Supreme Court reaffirms our "most comprehensive"of rights Internet privacy and due process protections strengthened
Friday's unanimous Supreme Court decision in the Spencer case is not only a watershed in privacy rights but also reaffirms that due process is our paramount protection of liberty. The Court ruled that security authorities could not demand of internet service providers the identities and addresses of people unless a warrant was obtained first. It said that warrantless internet searches were "presumptively unreasonable." The Court stated that internet users have a right to,privacy pending a warrant. Yet violations of this basic civil right has been going on for years.
Recent reports have demonstrated that law enforcement authorities and government agencies have been routinely asking Canadian telecommunications companies for information about their subscribers each year without a warrant. In 2011 alone,the Canadian Wireless Telecommunications Association reported to Canada's privacy commissioner that its members received 1.2 million requests for customer information in one year and disclosed information about 780,000 customers. Rogers Communications released a report last week showing that it received almost 175,000 requests for information about its customers from government and police agencies last year alone.

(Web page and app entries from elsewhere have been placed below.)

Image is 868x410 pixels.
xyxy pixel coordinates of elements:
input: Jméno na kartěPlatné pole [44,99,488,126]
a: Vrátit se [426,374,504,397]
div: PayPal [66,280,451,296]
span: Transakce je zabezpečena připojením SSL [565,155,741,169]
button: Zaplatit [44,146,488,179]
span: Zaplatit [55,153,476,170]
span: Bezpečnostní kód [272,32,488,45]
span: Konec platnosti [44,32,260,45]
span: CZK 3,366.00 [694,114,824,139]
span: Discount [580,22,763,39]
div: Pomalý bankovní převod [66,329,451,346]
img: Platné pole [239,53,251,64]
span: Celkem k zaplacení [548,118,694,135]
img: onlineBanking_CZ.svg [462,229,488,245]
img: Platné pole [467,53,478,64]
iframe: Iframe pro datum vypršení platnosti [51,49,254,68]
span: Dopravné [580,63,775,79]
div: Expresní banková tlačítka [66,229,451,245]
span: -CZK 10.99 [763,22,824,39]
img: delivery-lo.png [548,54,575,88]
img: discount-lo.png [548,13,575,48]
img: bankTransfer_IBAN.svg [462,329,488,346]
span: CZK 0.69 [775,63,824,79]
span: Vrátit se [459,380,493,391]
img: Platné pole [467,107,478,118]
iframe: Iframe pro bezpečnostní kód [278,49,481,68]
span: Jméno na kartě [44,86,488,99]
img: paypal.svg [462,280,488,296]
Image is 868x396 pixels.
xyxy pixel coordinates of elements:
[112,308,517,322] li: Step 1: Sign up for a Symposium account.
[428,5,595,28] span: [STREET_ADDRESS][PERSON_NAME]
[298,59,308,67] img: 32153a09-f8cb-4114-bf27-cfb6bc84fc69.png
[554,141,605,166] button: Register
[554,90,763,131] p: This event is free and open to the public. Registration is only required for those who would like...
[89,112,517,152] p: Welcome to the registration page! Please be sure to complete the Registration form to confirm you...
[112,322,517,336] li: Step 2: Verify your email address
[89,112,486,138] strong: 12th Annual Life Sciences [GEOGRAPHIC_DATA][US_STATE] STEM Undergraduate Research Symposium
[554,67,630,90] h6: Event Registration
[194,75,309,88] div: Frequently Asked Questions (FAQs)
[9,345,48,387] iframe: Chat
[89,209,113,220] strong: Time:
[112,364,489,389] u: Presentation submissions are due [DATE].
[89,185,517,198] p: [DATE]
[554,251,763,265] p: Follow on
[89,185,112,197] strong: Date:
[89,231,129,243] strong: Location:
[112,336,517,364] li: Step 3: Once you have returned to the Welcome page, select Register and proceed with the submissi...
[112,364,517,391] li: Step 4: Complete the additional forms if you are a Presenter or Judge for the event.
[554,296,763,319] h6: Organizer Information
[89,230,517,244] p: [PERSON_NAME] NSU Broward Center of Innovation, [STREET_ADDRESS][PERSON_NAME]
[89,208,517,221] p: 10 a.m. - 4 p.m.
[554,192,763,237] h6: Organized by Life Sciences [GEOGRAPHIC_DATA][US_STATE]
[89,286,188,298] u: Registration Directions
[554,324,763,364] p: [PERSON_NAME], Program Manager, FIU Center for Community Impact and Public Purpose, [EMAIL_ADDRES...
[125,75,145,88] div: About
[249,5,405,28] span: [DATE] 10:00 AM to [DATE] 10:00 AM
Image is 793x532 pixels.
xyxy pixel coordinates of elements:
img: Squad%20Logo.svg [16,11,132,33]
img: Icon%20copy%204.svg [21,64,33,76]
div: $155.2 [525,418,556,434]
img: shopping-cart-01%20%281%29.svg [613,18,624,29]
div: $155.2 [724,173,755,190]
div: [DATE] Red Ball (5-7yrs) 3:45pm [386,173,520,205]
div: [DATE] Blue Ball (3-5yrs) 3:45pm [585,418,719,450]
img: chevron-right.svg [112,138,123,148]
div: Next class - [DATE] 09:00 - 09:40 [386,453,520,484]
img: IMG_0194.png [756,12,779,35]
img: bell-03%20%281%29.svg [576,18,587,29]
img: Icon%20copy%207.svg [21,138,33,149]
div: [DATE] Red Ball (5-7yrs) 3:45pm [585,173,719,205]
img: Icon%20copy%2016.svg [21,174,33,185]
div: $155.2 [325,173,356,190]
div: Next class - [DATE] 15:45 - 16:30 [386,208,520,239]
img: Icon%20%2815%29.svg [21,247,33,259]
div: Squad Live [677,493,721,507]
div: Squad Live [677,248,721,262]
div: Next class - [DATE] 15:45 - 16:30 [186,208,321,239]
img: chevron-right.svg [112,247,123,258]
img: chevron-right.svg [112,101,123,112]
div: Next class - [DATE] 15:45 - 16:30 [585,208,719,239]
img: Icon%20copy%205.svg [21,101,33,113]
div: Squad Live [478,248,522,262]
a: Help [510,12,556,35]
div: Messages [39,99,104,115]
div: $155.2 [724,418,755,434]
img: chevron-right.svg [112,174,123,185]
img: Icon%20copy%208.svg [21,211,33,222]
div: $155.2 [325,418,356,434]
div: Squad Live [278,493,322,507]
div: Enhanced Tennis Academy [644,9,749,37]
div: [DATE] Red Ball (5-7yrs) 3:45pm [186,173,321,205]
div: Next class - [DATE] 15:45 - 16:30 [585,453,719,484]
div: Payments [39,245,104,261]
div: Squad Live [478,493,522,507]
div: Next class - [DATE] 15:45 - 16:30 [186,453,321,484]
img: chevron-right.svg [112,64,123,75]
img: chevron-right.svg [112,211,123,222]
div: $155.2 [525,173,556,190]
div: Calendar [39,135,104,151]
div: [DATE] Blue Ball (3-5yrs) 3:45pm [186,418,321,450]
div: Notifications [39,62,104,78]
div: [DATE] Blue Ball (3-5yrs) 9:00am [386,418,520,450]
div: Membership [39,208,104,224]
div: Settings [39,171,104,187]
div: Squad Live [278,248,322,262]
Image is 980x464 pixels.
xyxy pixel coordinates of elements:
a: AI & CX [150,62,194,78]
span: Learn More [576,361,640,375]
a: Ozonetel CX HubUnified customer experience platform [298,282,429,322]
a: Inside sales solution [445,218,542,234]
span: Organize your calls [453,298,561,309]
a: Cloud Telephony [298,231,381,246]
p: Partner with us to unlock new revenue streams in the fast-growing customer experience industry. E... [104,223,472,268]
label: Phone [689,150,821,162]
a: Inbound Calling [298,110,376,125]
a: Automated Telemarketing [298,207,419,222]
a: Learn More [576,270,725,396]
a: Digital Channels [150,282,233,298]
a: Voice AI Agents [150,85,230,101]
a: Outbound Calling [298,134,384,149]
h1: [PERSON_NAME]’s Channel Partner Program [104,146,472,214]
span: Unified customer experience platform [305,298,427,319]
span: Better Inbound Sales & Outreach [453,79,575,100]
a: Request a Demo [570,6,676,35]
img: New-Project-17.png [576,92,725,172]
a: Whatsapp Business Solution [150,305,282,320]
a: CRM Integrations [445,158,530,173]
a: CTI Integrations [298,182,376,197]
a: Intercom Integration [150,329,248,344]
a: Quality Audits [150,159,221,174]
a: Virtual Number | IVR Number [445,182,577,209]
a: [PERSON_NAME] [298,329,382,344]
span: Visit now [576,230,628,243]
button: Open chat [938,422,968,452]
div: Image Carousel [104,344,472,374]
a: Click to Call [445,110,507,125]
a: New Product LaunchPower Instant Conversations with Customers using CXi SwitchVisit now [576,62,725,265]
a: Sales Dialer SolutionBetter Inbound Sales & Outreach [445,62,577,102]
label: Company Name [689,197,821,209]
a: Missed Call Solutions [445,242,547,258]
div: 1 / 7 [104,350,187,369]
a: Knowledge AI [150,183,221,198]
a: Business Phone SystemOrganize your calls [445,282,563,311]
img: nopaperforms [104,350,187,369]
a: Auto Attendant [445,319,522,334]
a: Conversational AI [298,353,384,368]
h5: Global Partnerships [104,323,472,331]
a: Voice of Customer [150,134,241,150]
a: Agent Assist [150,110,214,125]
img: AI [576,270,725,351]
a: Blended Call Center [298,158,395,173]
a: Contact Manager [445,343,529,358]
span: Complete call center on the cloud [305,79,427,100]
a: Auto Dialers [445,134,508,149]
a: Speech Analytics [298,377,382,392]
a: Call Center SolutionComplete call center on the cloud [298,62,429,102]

The Spencer decision now bars internet service providers from disclosing the names, addresses and phone numbers of their customers to law enforcement officials voluntarily in response to a simple request. A warrant will now be required and a judge will have to be shown cause. It's about time.
The public now has a right to know the profiles of the people that government agencies and security authorities have been investigating without legal colour of right. This is a dangerous practice. Freedom is maintained only if liberty and the rule of law are the means not just the ends.
Several international organizations have for some years cautioned that Canada is among the most invasive of western democracies. Internet oversight without warrant was first proposed in Canada under Liberal governments in the early 2000s. Conservative principles of respect for individual rights and a non-instrusive state should make respect for the Spencer decision axiomatic.
Perhaps we will finally adopt the lesson of U.S. Supreme Court Justice Louis Dembitz Brandeis who warned in the 1928 that, "All civilized systems of law confer upon man, as against their Governments, the right to be let alone. The most comprehensive of rights and the most valued by civilized men. The progress of science in furnishing the Government with means of espionage is not likely to stop . The next step must be taken for the protection of the person, and for securing to the individual the right to be let alone." It is to be hoped that the Spencer decision is Canada's "next step" in that process.